Once it’s just Janie and me, the mood changes a little. The temperature drops, basically. She was friendly enough at the door, but it’s pretty clear this is going to be a Serious Talk. I know I have it coming, but I hate these on principle. I sit down on the couch and I’m sort of hoping she will, too, but she sits in the creaky, old chair next to it.
“How’s the garden store?” I say.
“Not too bad,” she says. “Today was my last day. You’re lucky you didn’t catch me when you didn’t.”
“It take you all day to think of that?” I say.
“Actually,” she says, “I thought of it while you were walking back across the parking lot.”
“Yeah, I forgot something over there.”
“What’s that?” she asks.
“My pride.”
“Don’t joke,” she says. I put my hands up like, OK, OK, but she started it.
“Did you mostly work inside, or outside with the plants and flowers and stuff?” I say.
“Little of both. It wasn’t bad on nice days. Not exactly a dream job, but whatever.”
“Yeah.”
“So how was your summer?” she asks. I expected it, but somehow it still catches me off guard.
“Uh,” I start, but she shoots me a look like: whatever comes out of your mouth better be the truth. So I shut my mouth again, because that way, at least it’s not not the truth.
“Uh-huh,” she says.
I’m about to try again, but I hear JR trotting back down the hall. I guess he slipped through Mom’s defenses. I think he’s going to come in and sort of let me off the hook, but all he does is poke his ginormous head in the room, look at us for a second, and then turn around and head back down the hallway.
“Just checking in,” I say.
“I like your dog,” she says.
“It’s not true, you know. With Mars.”
“I figured,” she says.
“I mean, he did bite him, but Mars was a total dick and basically made him.”

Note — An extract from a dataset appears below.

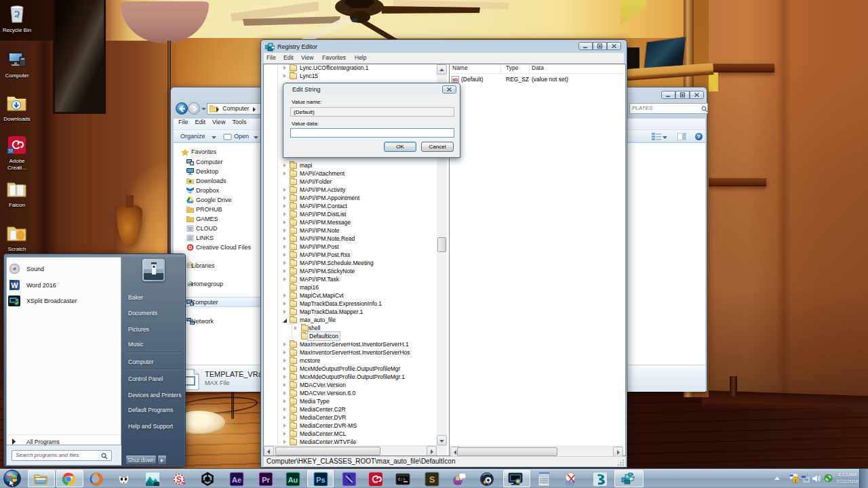 This screenshot has width=868, height=488. I want to click on svg-text: Ps, so click(320, 480).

“Yeah,” she says. “That sounds about right.”
“And now he’s making all kinds —”
“Listen!” she says, and I shut up. “We still need to talk, all right? Like, a real talk? And it’s pretty clear that’s still way too much to ask for, which is completely ridiculous, but whatever, I don’t know what I even expected. We’re back to school tomorrow, and people are going to be asking me what’s going on, and I don’t even know what to tell them. And that sucks.”
It’s all true, but I’m not sure which part to respond to first, or how. It amounts to me saying nothing for a little too long, which basically proves her point. She exhales in that let-down way, picks up Tess of the d’Urbervilles, and says, “You read it?”
I shake my head no.
“I read another one today,” I say. “Hiroshima.”
She makes a face, maybe because she didn’t like the book or maybe just because it was so gruesome. I’m glad we have the same reading list, though. It means we’ve got the same English teacher. If we have him the same period, it could either be really good or a full year’s worth of incredible awkwardness. I’m willing to take that chance.
“I found the movie on demand,” I say. “I was thinking of watching it….”
“Sounds like entertainment gold,” she says.
She stands up, so I do, too.
“And anyway,” she says, tossing the book back down on the table. “I’ve read it.”
Of course she has. She’s always been a better student than me.
“They give you the hybrid?” I say as she heads toward the door.
“Made me buy it for five hundred bucks,” she says. “Paid them last month.”
“That’s a good deal,” I say, like an idiot. “I always liked that car.”
“Good,” she says. “Then you can watch it drive away.”
And I do. I stand there at the door, watch the headlights come on, and watch her back out and drive away. After that, I head back to the couch to order Tess of the d’Urbervilles. Turns out it’s a miniseries — 240 minutes long! I make it through the first episode and half of the second — only two and a half to go — but I still have pretty much no idea what’s going on. The actors are trying to out-British one another, and I was thinking about what Janie said the entire time.
I don’t mind her taking a few shots at me like that. I deserve it, and if I could fix this just by taking enough abuse, it’d be no problem. I’m good at that. But I can’t fix things that way. I’ve got to talk, like she said, really talk.
That’s the problem. I’m not as good at that. I’m not good at it at all. But I have to try. I know that. I just don’t know how.